Laravel Jetstream provides a lot of great functionality out of the box and although I don't really use the front-end it provides, which is nice, I do like to use the actions, traits, and some of the backend tools it provides. One problem I ran into just recently was trying to use Amazon S3 as the storage for profile pictures. Based on the documentation that I could find it looked like you just have to update the jetstream.php config file and change profile_photo_disk from local to s3
'profile_photo_disk' => 's3' ,
Additionally, you need to update your .env file to include the Amazon s3 attributes.

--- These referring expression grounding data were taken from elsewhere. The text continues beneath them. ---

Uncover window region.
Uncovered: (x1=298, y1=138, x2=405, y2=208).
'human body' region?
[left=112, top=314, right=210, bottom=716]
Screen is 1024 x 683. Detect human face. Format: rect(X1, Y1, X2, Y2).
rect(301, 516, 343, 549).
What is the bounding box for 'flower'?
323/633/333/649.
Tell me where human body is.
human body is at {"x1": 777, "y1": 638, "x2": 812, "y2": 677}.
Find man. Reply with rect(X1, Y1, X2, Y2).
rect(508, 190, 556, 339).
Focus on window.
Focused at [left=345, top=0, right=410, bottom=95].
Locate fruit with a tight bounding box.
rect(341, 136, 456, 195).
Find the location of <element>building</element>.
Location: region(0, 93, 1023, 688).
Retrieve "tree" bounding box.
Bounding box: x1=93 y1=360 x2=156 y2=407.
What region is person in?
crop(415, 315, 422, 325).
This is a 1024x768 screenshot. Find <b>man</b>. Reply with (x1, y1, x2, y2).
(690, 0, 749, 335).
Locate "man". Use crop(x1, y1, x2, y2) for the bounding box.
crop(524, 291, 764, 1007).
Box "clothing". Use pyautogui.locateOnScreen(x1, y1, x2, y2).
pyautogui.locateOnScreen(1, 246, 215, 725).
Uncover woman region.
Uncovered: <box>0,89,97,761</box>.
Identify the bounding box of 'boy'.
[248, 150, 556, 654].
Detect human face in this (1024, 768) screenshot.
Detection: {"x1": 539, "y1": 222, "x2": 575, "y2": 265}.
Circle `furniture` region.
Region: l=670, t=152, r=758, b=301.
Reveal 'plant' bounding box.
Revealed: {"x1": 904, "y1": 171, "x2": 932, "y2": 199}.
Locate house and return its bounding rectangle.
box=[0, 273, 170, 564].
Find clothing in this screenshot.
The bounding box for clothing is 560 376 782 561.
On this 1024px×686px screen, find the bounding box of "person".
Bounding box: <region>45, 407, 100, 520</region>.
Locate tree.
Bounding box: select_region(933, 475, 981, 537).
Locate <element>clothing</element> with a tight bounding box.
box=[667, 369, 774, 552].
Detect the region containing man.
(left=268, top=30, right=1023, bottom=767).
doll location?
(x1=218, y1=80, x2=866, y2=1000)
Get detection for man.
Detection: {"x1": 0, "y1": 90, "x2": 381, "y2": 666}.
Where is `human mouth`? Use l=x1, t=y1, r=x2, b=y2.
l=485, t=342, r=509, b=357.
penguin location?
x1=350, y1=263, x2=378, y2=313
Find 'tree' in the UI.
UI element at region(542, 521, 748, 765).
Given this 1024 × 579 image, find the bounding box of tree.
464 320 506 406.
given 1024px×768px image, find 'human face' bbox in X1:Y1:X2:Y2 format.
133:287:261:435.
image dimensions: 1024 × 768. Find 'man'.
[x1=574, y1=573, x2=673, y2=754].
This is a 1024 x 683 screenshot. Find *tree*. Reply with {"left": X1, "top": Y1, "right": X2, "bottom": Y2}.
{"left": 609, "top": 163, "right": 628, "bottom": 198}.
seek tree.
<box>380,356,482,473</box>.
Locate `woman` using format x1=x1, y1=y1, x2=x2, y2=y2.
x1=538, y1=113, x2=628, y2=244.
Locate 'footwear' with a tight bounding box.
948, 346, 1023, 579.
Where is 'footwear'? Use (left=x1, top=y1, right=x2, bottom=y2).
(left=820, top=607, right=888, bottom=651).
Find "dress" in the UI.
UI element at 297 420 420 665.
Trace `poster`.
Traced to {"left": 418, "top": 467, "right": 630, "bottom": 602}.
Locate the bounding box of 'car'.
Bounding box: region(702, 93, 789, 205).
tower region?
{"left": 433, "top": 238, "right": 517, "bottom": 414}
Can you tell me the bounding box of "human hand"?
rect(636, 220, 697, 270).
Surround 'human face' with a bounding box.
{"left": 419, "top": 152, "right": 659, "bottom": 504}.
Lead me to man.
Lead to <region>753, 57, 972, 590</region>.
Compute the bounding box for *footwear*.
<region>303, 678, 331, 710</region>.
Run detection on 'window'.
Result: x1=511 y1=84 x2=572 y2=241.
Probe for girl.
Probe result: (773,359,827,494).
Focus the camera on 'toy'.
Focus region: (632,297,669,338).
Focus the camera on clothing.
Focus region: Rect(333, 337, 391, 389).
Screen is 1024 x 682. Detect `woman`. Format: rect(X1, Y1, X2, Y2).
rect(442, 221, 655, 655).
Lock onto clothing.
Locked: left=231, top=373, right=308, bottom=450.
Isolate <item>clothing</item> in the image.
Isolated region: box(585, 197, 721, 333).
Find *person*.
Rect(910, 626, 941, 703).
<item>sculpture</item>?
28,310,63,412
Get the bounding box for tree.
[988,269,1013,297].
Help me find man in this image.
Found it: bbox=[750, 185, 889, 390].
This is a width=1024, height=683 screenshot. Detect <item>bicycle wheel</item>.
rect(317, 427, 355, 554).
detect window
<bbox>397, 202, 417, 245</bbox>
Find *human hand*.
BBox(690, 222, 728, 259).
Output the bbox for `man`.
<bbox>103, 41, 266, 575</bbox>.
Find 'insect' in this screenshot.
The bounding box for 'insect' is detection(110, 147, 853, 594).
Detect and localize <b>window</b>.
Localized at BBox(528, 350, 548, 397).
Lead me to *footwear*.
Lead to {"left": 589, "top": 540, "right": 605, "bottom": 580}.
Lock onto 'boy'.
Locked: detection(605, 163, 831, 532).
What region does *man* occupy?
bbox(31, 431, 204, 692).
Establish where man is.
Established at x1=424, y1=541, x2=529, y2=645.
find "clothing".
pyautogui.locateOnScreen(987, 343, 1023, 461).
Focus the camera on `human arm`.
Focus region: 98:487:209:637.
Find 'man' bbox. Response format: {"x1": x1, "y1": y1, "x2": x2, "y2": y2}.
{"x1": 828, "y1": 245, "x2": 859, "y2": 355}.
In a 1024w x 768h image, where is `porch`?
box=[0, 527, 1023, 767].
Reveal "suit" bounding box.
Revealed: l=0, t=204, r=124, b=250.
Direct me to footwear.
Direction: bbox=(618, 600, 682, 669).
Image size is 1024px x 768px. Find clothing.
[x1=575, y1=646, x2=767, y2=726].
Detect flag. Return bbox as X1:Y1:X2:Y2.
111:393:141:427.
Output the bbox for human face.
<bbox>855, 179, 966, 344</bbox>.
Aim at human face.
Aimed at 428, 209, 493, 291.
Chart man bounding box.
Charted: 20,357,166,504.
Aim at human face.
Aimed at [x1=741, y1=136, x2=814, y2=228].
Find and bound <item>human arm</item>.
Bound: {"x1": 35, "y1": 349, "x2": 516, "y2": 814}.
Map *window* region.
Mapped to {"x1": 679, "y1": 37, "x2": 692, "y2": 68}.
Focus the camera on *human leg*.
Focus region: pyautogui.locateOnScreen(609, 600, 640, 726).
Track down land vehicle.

# Optionally Set the default filesystem driver to S3FILESYSTEM_DISK =s3
# Add items needed for S3-based filesystem to workAWS_ACCESS_KEY_ID =AKIASQG22xxxxxxxxxAWS_SECRET_ACCESS_KEY =vPnZwGPuCxxxxxxxx/xxxxxxxxxxxxxxxxAWS_DEFAULT_REGION =us-east-1AWS_BUCKET =test-bucketAWS_USE_PATH_STYLE_ENDPOINT =false
That should have been it. But, Nope!
So after digging around on the internet, I found this post on stackoverflow, here. At the time of this post there were 3 answers and all roughly had the same response except answer 3 gave one extra piece of import information related to S3 buckets. ( I will get into that in a bit). The answer I found most useful looked like this:
public function updateProfilePhoto(UploadedFile $photo, $storagePath = 'profile-photos') { tap($this->profile_photo_path, function ($previous) use ($photo, $storagePath) { $this->forceFill([ 'profile_photo_path' => $photo->store($storagePath, $this->profilePhotoDisk()), ])->save(); if ($previous) { Storage::disk($this->profilePhotoDisk())->delete($previous); } }); } public function getTemporaryProfilePhotoUrl() { if ($this->profile_photo_path) { return Storage::disk($this->profilePhotoDisk())->temporaryUrl( $this->profile_photo_path, now()->addHours(1) // La URL expirará en una hora ); } else { return $this->defaultProfilePhotoUrl(); } }
The most important change to the first function is changing the $photo→storePublicly to $photo→store. This change will now use the configured disk that we set up above to store the profile photo rather than defaulting to local storage. Yeah, it worked! Well, sort of? Now my images are being stored in the S3 bucket but I do not have the correct permissions to access them. That is where the second function in this answer comes into play. The second function gives you a signed url so that the image is accessible for 1 hour, I am assuming that can be adjusted ( I have not tried). So the one additional step I took to make this signed url available to my API for the user, was to add the following to the user model file ( because the functions above were already added to the user model class as a trait)
protected $appends = ['profile_photo_url' , 'temporary_profile_photo_url'];
Now every time the user model is requested it will provide the temporary photo URL as well, if there is one. Now, YEAH, everything works as expected and the S3 bucket is not open to the world.